They frequently don't come with a separate buss bar to keep the grounds and the neutrals isolated, so you may need one of them. Breakers to suit. Romex clamps.
you all are making me think (and I have little idea about what youre discussing) I'm going to burn my house down.. ignorance is bliss. "out of the box" is keeping me on edge.. no habla 240v. I'll read it all again.. I just had to whine a little.Ok the part I don't get though is its going to be 240 out of the box into the timer.. 240 out of the timer to the sub panel .. then I'm going branch it out to 115 at the breakers 20amp. So there for because I'm leaving the first panel is it considered 240 or because out of the last panel I'm drifting off to 115 is it going to be 115
Ok the part I don't get though is its going to be 240 out of the box into the timer.. 240 out of the timer to the sub panel .. then I'm going branch it out to 115 at the breakers 20amp. So there for because I'm leaving the first panel is it considered 240 or because out of the last panel I'm drifting off to 115 is it going to be 115
you all are making me think (and I have little idea about what youre discussing) I'm going to burn my house down.. ignorance is bliss. "out of the box" is keeping me on edge.. no habla 240v. I'll read it all again.. I just had to whine a little.

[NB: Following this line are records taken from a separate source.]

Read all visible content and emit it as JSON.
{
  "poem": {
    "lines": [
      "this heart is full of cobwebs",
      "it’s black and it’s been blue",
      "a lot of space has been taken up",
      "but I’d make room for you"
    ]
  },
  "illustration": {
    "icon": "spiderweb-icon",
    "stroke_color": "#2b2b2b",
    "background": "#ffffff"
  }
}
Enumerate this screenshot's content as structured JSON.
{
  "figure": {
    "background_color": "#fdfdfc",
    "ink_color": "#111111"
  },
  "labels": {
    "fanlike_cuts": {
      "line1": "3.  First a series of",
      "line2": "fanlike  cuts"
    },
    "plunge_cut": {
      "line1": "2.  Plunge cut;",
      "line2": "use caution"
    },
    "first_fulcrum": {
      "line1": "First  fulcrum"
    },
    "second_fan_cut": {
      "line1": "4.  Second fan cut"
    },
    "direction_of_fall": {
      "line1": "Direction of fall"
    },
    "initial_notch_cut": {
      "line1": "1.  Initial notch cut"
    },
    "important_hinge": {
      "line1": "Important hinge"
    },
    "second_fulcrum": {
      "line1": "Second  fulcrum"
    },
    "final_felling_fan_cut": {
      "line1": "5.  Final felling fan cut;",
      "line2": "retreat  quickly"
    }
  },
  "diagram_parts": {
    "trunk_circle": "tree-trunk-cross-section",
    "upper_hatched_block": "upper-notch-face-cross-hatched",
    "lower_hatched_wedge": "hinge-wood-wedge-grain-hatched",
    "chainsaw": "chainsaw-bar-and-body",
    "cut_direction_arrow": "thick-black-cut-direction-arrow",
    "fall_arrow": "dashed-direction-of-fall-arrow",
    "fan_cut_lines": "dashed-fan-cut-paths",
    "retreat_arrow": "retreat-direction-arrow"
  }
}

EDIT: at least I have to try: street>>>Homes' main panel>>among all the other circuit breakers
there was one 1, 30amp/220v line that ran to a 30amp plug (was there when I bought the home) I split into 2, 15 amp lines with 2 15 amp breakers in place of the 1 30amp one..... I plan on running 2/600w on one of the 15 amp lines.. 911??!
EDIT: wait a minute.. youre in Europe? well hello anyway..
10-4 on the 30amp breaker=2, 15 ampers. 2/600 are good on one 15 amp line. amps phases ?? no habla.. better if I run one 600w on each 15 amp breaker? and run fans/pumps off each of those lines.. I'll be safer. thank you rives..Ummmm.....
You replaced the 30a double-pole breaker with two single 15a breakers if I am understanding you correctly. A 600w fixture will pull roughly 660w total, so (2) of them will be 1320w. 1320w/120v=11 amps. The 80% rule says that you can have a 12a continuous load on a 15a circuit, so that part is fine.
The part that might not be good is that you will have both lights connected to the same phase. Overloading one phase (one leg of the 240v) can create a voltage imbalance that doesn't work well overall. This isn't a huge imbalance, but it really depends on how the rest of the loads are distributed in your panel - ideally, you would like the loads balanced between the two phases. Realistically, that rarely happens.
does anyone know how to wire a building strait up to the mains power supply from outside?
Another person and I have a building that can fit around 30,000 watts of light power, but for obvious reasons we can not consume that much without drawing negative attention.